Right you are, Dr. D. But even that ("the absence of light") can be given racist overtones if you try hard enough. Let's watch.
* Note the absurd spelling, however. I'll clue him in next time I meet up with him. Sheesh.
JWP thought Mayfield said Black Ho (whore for the Ebonic challenged), then fired back his White Ho comment. He was too proud to admit he was wrong, and defended it by basicly saying anything Black is bad!!!!!!!
Next time I order chili, and a black employee ask if I would like crackers with it, Should I try to get them fired????? After all, it's okay for a white employee to call them crackers, but black employee should call them Saltines.....right???
even that ("the absence of light") can be given racist overtones if you try hard enough.
Pfui, Duane. 'Black' people aren't black anyway - they're brown. And 'white' people? A sort of creamy off-pink. We can give this a positive spin too, for example in the fight against smoking:
"Got a light, buddy?"
"Nope. I'm black - there is an absence of light here!"
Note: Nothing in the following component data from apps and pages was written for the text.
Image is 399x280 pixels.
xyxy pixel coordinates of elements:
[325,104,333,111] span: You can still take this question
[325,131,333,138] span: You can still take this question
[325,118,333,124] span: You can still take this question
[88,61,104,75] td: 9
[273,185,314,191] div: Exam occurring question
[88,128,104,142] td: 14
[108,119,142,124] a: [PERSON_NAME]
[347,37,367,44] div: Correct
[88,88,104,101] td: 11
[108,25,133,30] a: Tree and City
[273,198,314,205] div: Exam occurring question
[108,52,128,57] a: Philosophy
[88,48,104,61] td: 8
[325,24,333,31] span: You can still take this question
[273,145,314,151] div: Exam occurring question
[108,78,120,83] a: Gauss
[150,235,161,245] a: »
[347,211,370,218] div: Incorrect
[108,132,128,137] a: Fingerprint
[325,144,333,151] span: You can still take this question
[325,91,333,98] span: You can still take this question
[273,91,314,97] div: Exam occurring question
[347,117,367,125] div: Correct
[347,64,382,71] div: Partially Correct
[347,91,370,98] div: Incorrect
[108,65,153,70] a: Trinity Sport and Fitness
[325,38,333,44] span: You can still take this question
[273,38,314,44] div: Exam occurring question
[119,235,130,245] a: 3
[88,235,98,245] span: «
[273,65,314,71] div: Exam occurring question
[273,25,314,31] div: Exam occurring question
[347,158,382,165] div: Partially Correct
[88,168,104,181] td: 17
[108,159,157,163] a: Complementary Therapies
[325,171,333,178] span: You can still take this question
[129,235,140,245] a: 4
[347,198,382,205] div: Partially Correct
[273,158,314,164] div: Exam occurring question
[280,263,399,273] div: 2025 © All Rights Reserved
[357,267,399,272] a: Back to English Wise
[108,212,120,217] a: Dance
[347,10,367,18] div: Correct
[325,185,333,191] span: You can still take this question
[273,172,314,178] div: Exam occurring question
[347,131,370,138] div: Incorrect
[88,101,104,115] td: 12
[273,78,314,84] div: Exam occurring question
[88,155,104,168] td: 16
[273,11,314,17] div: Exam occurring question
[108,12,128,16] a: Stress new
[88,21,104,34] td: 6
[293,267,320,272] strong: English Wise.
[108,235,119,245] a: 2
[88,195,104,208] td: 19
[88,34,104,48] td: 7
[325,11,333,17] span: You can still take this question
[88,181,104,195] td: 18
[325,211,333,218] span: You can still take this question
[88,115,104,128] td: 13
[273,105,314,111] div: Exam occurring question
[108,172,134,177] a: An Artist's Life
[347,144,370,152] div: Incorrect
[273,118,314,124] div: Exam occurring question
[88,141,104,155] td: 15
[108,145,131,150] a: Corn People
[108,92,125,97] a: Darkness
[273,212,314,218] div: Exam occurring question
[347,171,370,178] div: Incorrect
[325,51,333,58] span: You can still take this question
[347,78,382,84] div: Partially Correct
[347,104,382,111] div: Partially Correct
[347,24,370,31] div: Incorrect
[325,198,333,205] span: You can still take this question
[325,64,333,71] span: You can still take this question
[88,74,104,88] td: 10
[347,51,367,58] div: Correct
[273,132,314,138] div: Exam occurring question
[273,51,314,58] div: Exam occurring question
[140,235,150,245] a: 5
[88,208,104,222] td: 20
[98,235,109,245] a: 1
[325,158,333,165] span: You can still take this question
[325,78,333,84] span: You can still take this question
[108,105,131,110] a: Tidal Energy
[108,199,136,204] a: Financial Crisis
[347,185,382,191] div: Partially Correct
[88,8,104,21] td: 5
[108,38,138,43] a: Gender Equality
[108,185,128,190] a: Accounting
OK, so that's a bit of a stretch. But then how this whole 'black' and 'white' thing got started anyway I'll never know. Race is a social construct and nothing more. Just because I have a lighter skin shade than Barack Obama doesn't make me different to him - any more than my orange cat is a different kind to my gray cat.
No such thing as race. We're all just one species - people. Boring I know, but true. It's as simple as brown and creamy off-pink.
Pfui, Duane. 'Black' people aren't black anyway - they're brown. And 'white' people? A sort of creamy off-pink.
Yeah, but that makes sense.
Price is correct of course...our language does reflect our racist history
we need some form of linguistic reparations
i am black and very militant, but i am trying not to divide but include not exclude anyone, in this guy is a joke the poltiican who made a big to do over the commissioner saying a blackhole. i know what is racial and what is not , and this clearly was not anything racial, this dude needs to be removed for being ignorant. he must have just read one black revolutionary book, and think everything with blac in it is black, the one thing is that none of our skin is even black, it is brown, so get deeper, not dumber. so people want to be so pro black, and are not. there was bigger issues at hand that day i am sure, then to worry about a black hole which is scientific as the commisioner said, he should not apolgize for that all, this is one black person who is very pro-black and pro inclusion, there are bigger issues for us to look at then simple wordage like this which had nothing to do at all with race.
this is brother T from chicago
Thank you, Brother T. A fellow red herring fisher, I see.
I'm sure you're as exasperated as I am that nonsense like this diverts so much attention from the problem of real racism.
Very silly people in TX and very entertaining writing!
As far as oceans go, here in the USA, all I can say is, I'd rather swim in an ocean that's 75 degrees than one that's never warmer than 60!
Even if I somehow believed that 'black hole' was a term with racist undertones, I wouldn't make a big deal out of it and demand an apology. I'd go to Mayfield privately and let him know that even though he probably didn't intend to say anything offensive, he shouldn't use the term 'black hole' because it has racist undertones. I mean, that's the classy way to handle something like this.
Or did Price somehow arrive at the conclusion that Mayfield was being deliberately insulting? It just doesn't make much sense.







Another example of political correctness gone wild.